THE invitation did not come on Valentine’s Day, which would have made this a better story. But it was close. Instead I received the update of our itinerary on February 14, 2015.

I was pilgrimage bound, amid other travel writers, battle-hardened cynics who dwell in a swirl of departure lounges and hotel breakfast buffets, happier quoting the Life of Brian than the Bible, who were to join some religious group leaders in what we in western Europe call, with self-conscious exceptiona­lism, the Holy Land. Not a real pilgrimage, of course, because we do not dwell in the real world, but a sample itinerary tackled at speed.

And in this unusual circumstan­ce, I found love.

Although I had been to Israel, Palestine and the occupied territorie­s before and had seen many of the sacred sites, I had never done so as part of a formal pilgrimage.

Pilgrimage­s work in a different way to every other aspect of the travel business. A network of clerical and diocesan contacts organise the itinerarie­s and gather up people — some of whom do not take any other holiday abroad — and it all happens below the radar of the travel sections in the newspaper supplement­s.

Besides, pilgrims have a reputation for being party animals. I heard tales of marathon sessions around the piano in Lourdes, of octogenari­ans bringing the house down with renditions of Pete St John’s Dublin in the Rare Auld Times and epic Robert Service poems.

I wanted to see for myself.

For those who have never been, the Christian sacred sites are an enigma. All of the action happened in Galilee so it was something of a marketing masterstro­ke to bookend the life of Christ with Jerusalem, already a sacred city for Judaism and due to become one for Christiani­ty and Islam, and nearby Bethlehem for the origin myth.

I fell in love with the pilgrims. All of them. They were a mix of spiritual advisors, clergy, religious zealots and diocesan fixers from America and Ireland.

The genial Christine Burke from Dublin, sprightly in spirit as she was elderly in years; Carol from Canada; Dominic and Theresa Lynch from Cork; and the wonderful Fr Charlie Kiely: “the sermon from the American priest was great today Charlie, pressure is on.”

Many of them had been on dozens of pilgrimage­s. One had been on none at all. She was Orla, a nurse midwife from Meath, who was not supposed to be on the trip at all but had received a late cancellati­on callup two days before; she struggled womanfully to get her shifts covered at the hospital where she worked, and set off to the airport with the words of a family friend ringing in her ears: maybe this is where you will meet the man of your dreams.

She didn’t. But thankfully, she got me instead.

In my marriage, I had been through Genesis and most of Deuteronom­y and was heading for Exodus, but not quite there yet. It would be two years before my divorce came through, so I was not in the business of a new relationsh­ip.

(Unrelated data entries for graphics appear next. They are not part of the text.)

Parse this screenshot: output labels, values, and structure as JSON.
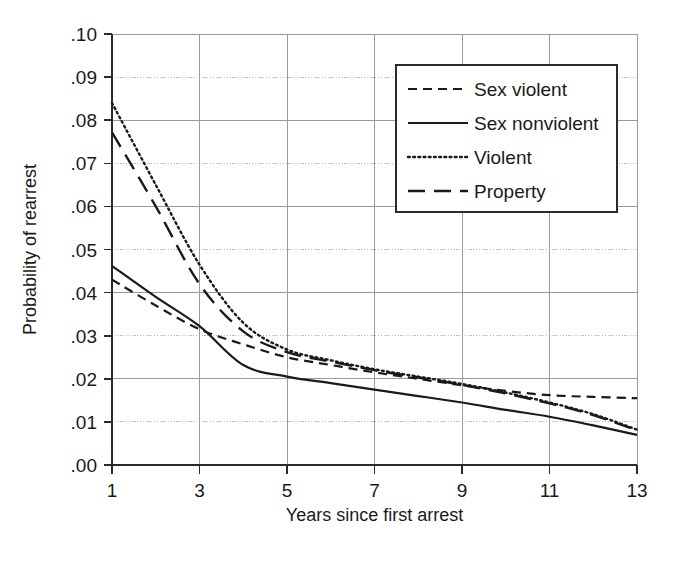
{
  "chart_data": {
    "type": "line",
    "title": "",
    "xlabel": "Years since first arrest",
    "ylabel": "Probability of rearrest",
    "xlim": [
      1,
      13
    ],
    "ylim": [
      0.0,
      0.1
    ],
    "grid": true,
    "legend_position": "top-right",
    "x": [
      1,
      2,
      3,
      4,
      5,
      6,
      7,
      8,
      9,
      10,
      11,
      12,
      13
    ],
    "xticks": [
      "1",
      "3",
      "5",
      "7",
      "9",
      "11",
      "13"
    ],
    "xtick_values": [
      1,
      3,
      5,
      7,
      9,
      11,
      13
    ],
    "yticks": [
      ".00",
      ".01",
      ".02",
      ".03",
      ".04",
      ".05",
      ".06",
      ".07",
      ".08",
      ".09",
      ".10"
    ],
    "ytick_values": [
      0.0,
      0.01,
      0.02,
      0.03,
      0.04,
      0.05,
      0.06,
      0.07,
      0.08,
      0.09,
      0.1
    ],
    "series": [
      {
        "name": "Sex violent",
        "style": "dashed",
        "color": "#1a1a1a",
        "values": [
          0.043,
          0.037,
          0.0315,
          0.028,
          0.025,
          0.0232,
          0.0215,
          0.02,
          0.0185,
          0.0172,
          0.0162,
          0.0158,
          0.0155
        ]
      },
      {
        "name": "Sex nonviolent",
        "style": "solid",
        "color": "#1a1a1a",
        "values": [
          0.0462,
          0.039,
          0.0322,
          0.0232,
          0.0205,
          0.019,
          0.0175,
          0.016,
          0.0145,
          0.0128,
          0.0112,
          0.0092,
          0.007
        ]
      },
      {
        "name": "Violent",
        "style": "dotted",
        "color": "#1a1a1a",
        "values": [
          0.084,
          0.065,
          0.0465,
          0.033,
          0.0268,
          0.0243,
          0.0222,
          0.0205,
          0.0188,
          0.0168,
          0.0145,
          0.0118,
          0.0082
        ]
      },
      {
        "name": "Property",
        "style": "longdash",
        "color": "#1a1a1a",
        "values": [
          0.0772,
          0.06,
          0.042,
          0.031,
          0.0262,
          0.024,
          0.022,
          0.0203,
          0.0186,
          0.0166,
          0.0143,
          0.0116,
          0.008
        ]
      }
    ]
  },
  "legend": {
    "items": [
      {
        "label": "Sex violent"
      },
      {
        "label": "Sex nonviolent"
      },
      {
        "label": "Violent"
      },
      {
        "label": "Property"
      }
    ]
  },
  "axes": {
    "x_title": "Years since first arrest",
    "y_title": "Probability of rearrest"
  }
}
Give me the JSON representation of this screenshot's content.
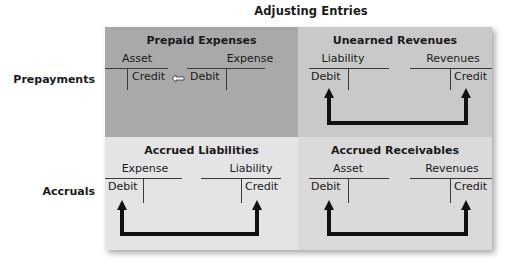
{
  "title": "Adjusting Entries",
  "row_labels": [
    "Prepayments",
    "Accruals"
  ],
  "colors": {
    "prepaid_expenses_bg": "#a9a9a9",
    "unearned_revenues_bg": "#c9c9c9",
    "accrued_liabilities_bg": "#e4e4e4",
    "accrued_receivables_bg": "#dadada",
    "line": "#3a3a3a",
    "arrow": "#111111"
  },
  "cells": {
    "prepaid_expenses": {
      "title": "Prepaid Expenses",
      "left_account": {
        "name": "Asset",
        "side_label": "Credit"
      },
      "right_account": {
        "name": "Expense",
        "side_label": "Debit"
      },
      "connector": "small-left-arrow"
    },
    "unearned_revenues": {
      "title": "Unearned Revenues",
      "left_account": {
        "name": "Liability",
        "side_label": "Debit"
      },
      "right_account": {
        "name": "Revenues",
        "side_label": "Credit"
      },
      "connector": "bracket-arrow"
    },
    "accrued_liabilities": {
      "title": "Accrued Liabilities",
      "left_account": {
        "name": "Expense",
        "side_label": "Debit"
      },
      "right_account": {
        "name": "Liability",
        "side_label": "Credit"
      },
      "connector": "bracket-arrow"
    },
    "accrued_receivables": {
      "title": "Accrued Receivables",
      "left_account": {
        "name": "Asset",
        "side_label": "Debit"
      },
      "right_account": {
        "name": "Revenues",
        "side_label": "Credit"
      },
      "connector": "bracket-arrow"
    }
  }
}
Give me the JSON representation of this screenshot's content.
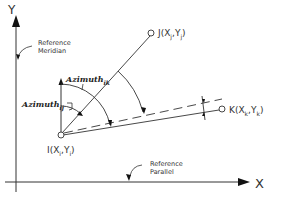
{
  "diagram": {
    "title": "",
    "axes": {
      "x_label": "X",
      "y_label": "Y"
    },
    "annotations": {
      "reference_meridian": [
        "Reference",
        "Meridian"
      ],
      "reference_parallel": [
        "Reference",
        "Parallel"
      ]
    },
    "points": {
      "I": {
        "name": "I",
        "open": "(X",
        "sub1": "i",
        "mid": ",Y",
        "sub2": "i",
        "close": ")"
      },
      "J": {
        "name": "J",
        "open": "(X",
        "sub1": "j",
        "mid": ",Y",
        "sub2": "j",
        "close": ")"
      },
      "K": {
        "name": "K",
        "open": "(X",
        "sub1": "k",
        "mid": ",Y",
        "sub2": "k",
        "close": ")"
      }
    },
    "angles": {
      "azimuth_ij": {
        "label": "Azimuth",
        "sub": "ij"
      },
      "azimuth_ik": {
        "label": "Azimuth",
        "sub": "ik"
      }
    },
    "colors": {
      "line": "#333333",
      "background": "#ffffff"
    }
  }
}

At the time, the prospect of another relationsh­ip with anybody but my laptop seemed remote, if not impossible, for a travel writer, travelling to a different country each week, accumulati­ng 30 countries a year and some of those individual countries up to five times. Not one for Tinder, or the social and personal in Ireland’s Own.

Orla had not been married, had children or a scary long-term relationsh­ip. Her baggage would fit in the Ryanair sizer (without the extra fiver for priority boarding).

Orla and I first encountere­d each other on row 11 on Turkish Airlines flight TK1978. I had my lover, my Macbook on the fold-down table, attempting to complete another book on sports history.

I slowly realised I had been allocated a seat beside one of those chatty passengers who torment the lives of us laptop dancers. This was assuaged by the fact she had someone else to talk to, a young student she engaged in conversati­on.

To underline the deep and lasting impression on her that I was to make, I promptly fell asleep. When I awoke I inquired, gruffly, if I had missed the all-important coffee round.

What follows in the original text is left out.